Contribution to the art of black people Contribution to the art of black American Americans ".................................................... Richard Wright is his autobiographical black boy these words He and the other many black Americans showed a generous talent in art.In fact, the black people have given talent to art for a long time, especially in the fields of painting, literature and music .
Of course there are other things to do to restore the background and significance of black women 's contribution to black students, the power of the black people, and the black art movement, and especially of the work of Webster. When black women 's contribution is ambiguous, discussing the stage or dimensions of a black woman seems easier, as they are unique and often contradictory. But to revive women like Webster Fabio to a historical story is to follow the lines connecting these moves - their leadership, institutional houses, and ideological foundations. To explain the silence that made Webster Fabio and other people's inconspicuous existence is to reveal obstacles and sacrifices that hurt revolutionary organizations. Fixing these gaps is the source of the force needed to restore and update our future for a more just and more legitimate future.
Beginning in the mid-1960's and early 1970's, Sarah Webster Fabio was a black student in the San Francisco Bay Area, the center of Black Power and Black Art movement, but she was a scholar, educator, poet and performer. Activists' work is hardly known today. Since 1966, she was regularly published in Black Digest / Black World; that year, she also attended the first Black Art Festival and traveled to join the Duke of Ellington, Langston Hughes, Ami Did. Ribaraka (then Le Rio Jones) and other artists. She wrote literary critiques and theories published in anthology, edited the journal, and produced some of her own theater and poetry. Between 1972 and 1976, she recorded four poems and a music album with her band "Do Fight the Feling". In addition to writing and acting, Webster Fabio taught several initial courses at the Merritt (primary at the time) college and taught early courses at the University of California at Berkeley's Black faculty.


§ **GOAL OF THE EXERCISE**
Repeat all entries below exactly as shown.

§ **Stored data entries**
..............................
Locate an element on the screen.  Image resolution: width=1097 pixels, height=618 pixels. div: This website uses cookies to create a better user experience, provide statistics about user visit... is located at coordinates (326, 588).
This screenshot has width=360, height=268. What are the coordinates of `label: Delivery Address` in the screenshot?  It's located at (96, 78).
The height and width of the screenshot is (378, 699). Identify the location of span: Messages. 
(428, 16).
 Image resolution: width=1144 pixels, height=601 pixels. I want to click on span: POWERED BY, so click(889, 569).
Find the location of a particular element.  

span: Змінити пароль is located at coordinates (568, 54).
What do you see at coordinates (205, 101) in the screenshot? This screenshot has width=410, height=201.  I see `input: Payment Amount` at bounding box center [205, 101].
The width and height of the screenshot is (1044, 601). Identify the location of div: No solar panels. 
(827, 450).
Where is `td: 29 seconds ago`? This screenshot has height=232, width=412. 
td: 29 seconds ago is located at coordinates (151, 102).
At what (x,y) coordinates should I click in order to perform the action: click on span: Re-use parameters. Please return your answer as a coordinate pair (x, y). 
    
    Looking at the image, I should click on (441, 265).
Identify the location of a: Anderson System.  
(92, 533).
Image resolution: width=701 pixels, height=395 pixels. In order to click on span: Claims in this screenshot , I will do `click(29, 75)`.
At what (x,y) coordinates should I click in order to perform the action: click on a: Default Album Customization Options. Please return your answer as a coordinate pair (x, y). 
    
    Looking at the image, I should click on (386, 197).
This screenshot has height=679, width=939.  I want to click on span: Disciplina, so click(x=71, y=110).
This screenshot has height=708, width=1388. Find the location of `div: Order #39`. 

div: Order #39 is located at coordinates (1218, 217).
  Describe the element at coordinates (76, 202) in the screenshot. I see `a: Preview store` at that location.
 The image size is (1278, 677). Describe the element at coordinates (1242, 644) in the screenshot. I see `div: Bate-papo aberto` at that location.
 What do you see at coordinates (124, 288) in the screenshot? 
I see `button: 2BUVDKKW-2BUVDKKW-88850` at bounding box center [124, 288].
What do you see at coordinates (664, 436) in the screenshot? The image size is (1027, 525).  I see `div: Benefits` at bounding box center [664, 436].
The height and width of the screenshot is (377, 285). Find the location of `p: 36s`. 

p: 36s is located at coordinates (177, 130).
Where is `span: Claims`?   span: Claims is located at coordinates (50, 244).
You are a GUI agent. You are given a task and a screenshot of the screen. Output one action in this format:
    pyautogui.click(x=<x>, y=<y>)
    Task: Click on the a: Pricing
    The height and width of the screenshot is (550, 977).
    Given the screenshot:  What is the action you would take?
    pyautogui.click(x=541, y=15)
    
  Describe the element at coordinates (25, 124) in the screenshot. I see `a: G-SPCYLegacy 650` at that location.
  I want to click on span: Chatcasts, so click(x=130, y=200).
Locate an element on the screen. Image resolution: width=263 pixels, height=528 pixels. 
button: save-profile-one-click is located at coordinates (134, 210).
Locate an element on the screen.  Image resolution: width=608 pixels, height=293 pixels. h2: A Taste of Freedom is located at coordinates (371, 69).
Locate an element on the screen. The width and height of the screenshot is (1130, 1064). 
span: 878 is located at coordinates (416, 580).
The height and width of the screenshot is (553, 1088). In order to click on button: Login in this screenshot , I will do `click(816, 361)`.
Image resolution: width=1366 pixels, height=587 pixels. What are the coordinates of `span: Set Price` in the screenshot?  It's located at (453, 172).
..............................
§ **REPLY TO THE TASK**
Locate an element on the screen.  Image resolution: width=1097 pixels, height=618 pixels. div: This website uses cookies to create a better user experience, provide statistics about user visit... is located at coordinates (326, 588).
This screenshot has width=360, height=268. What are the coordinates of `label: Delivery Address` in the screenshot?  It's located at (96, 78).
The height and width of the screenshot is (378, 699). Identify the location of span: Messages. 
(428, 16).
 Image resolution: width=1144 pixels, height=601 pixels. I want to click on span: POWERED BY, so click(889, 569).
Find the location of a particular element.  

span: Змінити пароль is located at coordinates (568, 54).
What do you see at coordinates (205, 101) in the screenshot? This screenshot has width=410, height=201.  I see `input: Payment Amount` at bounding box center [205, 101].
The width and height of the screenshot is (1044, 601). Identify the location of div: No solar panels. 
(827, 450).
Where is `td: 29 seconds ago`? This screenshot has height=232, width=412. 
td: 29 seconds ago is located at coordinates (151, 102).
At what (x,y) coordinates should I click in order to perform the action: click on span: Re-use parameters. Please return your answer as a coordinate pair (x, y). 
    
    Looking at the image, I should click on (441, 265).
Identify the location of a: Anderson System.  
(92, 533).
Image resolution: width=701 pixels, height=395 pixels. In order to click on span: Claims in this screenshot , I will do `click(29, 75)`.
At what (x,y) coordinates should I click in order to perform the action: click on a: Default Album Customization Options. Please return your answer as a coordinate pair (x, y). 
    
    Looking at the image, I should click on (386, 197).
This screenshot has height=679, width=939.  I want to click on span: Disciplina, so click(x=71, y=110).
This screenshot has height=708, width=1388. Find the location of `div: Order #39`. 

div: Order #39 is located at coordinates (1218, 217).
  Describe the element at coordinates (76, 202) in the screenshot. I see `a: Preview store` at that location.
 The image size is (1278, 677). Describe the element at coordinates (1242, 644) in the screenshot. I see `div: Bate-papo aberto` at that location.
 What do you see at coordinates (124, 288) in the screenshot? 
I see `button: 2BUVDKKW-2BUVDKKW-88850` at bounding box center [124, 288].
What do you see at coordinates (664, 436) in the screenshot? The image size is (1027, 525).  I see `div: Benefits` at bounding box center [664, 436].
The height and width of the screenshot is (377, 285). Find the location of `p: 36s`. 

p: 36s is located at coordinates (177, 130).
Where is `span: Claims`?   span: Claims is located at coordinates (50, 244).
You are a GUI agent. You are given a task and a screenshot of the screen. Output one action in this format:
    pyautogui.click(x=<x>, y=<y>)
    Task: Click on the a: Pricing
    The height and width of the screenshot is (550, 977).
    Given the screenshot:  What is the action you would take?
    pyautogui.click(x=541, y=15)
    
  Describe the element at coordinates (25, 124) in the screenshot. I see `a: G-SPCYLegacy 650` at that location.
  I want to click on span: Chatcasts, so click(x=130, y=200).
Locate an element on the screen. Image resolution: width=263 pixels, height=528 pixels. 
button: save-profile-one-click is located at coordinates (134, 210).
Locate an element on the screen.  Image resolution: width=608 pixels, height=293 pixels. h2: A Taste of Freedom is located at coordinates (371, 69).
Locate an element on the screen. The width and height of the screenshot is (1130, 1064). 
span: 878 is located at coordinates (416, 580).
The height and width of the screenshot is (553, 1088). In order to click on button: Login in this screenshot , I will do `click(816, 361)`.
Image resolution: width=1366 pixels, height=587 pixels. What are the coordinates of `span: Set Price` in the screenshot?  It's located at (453, 172).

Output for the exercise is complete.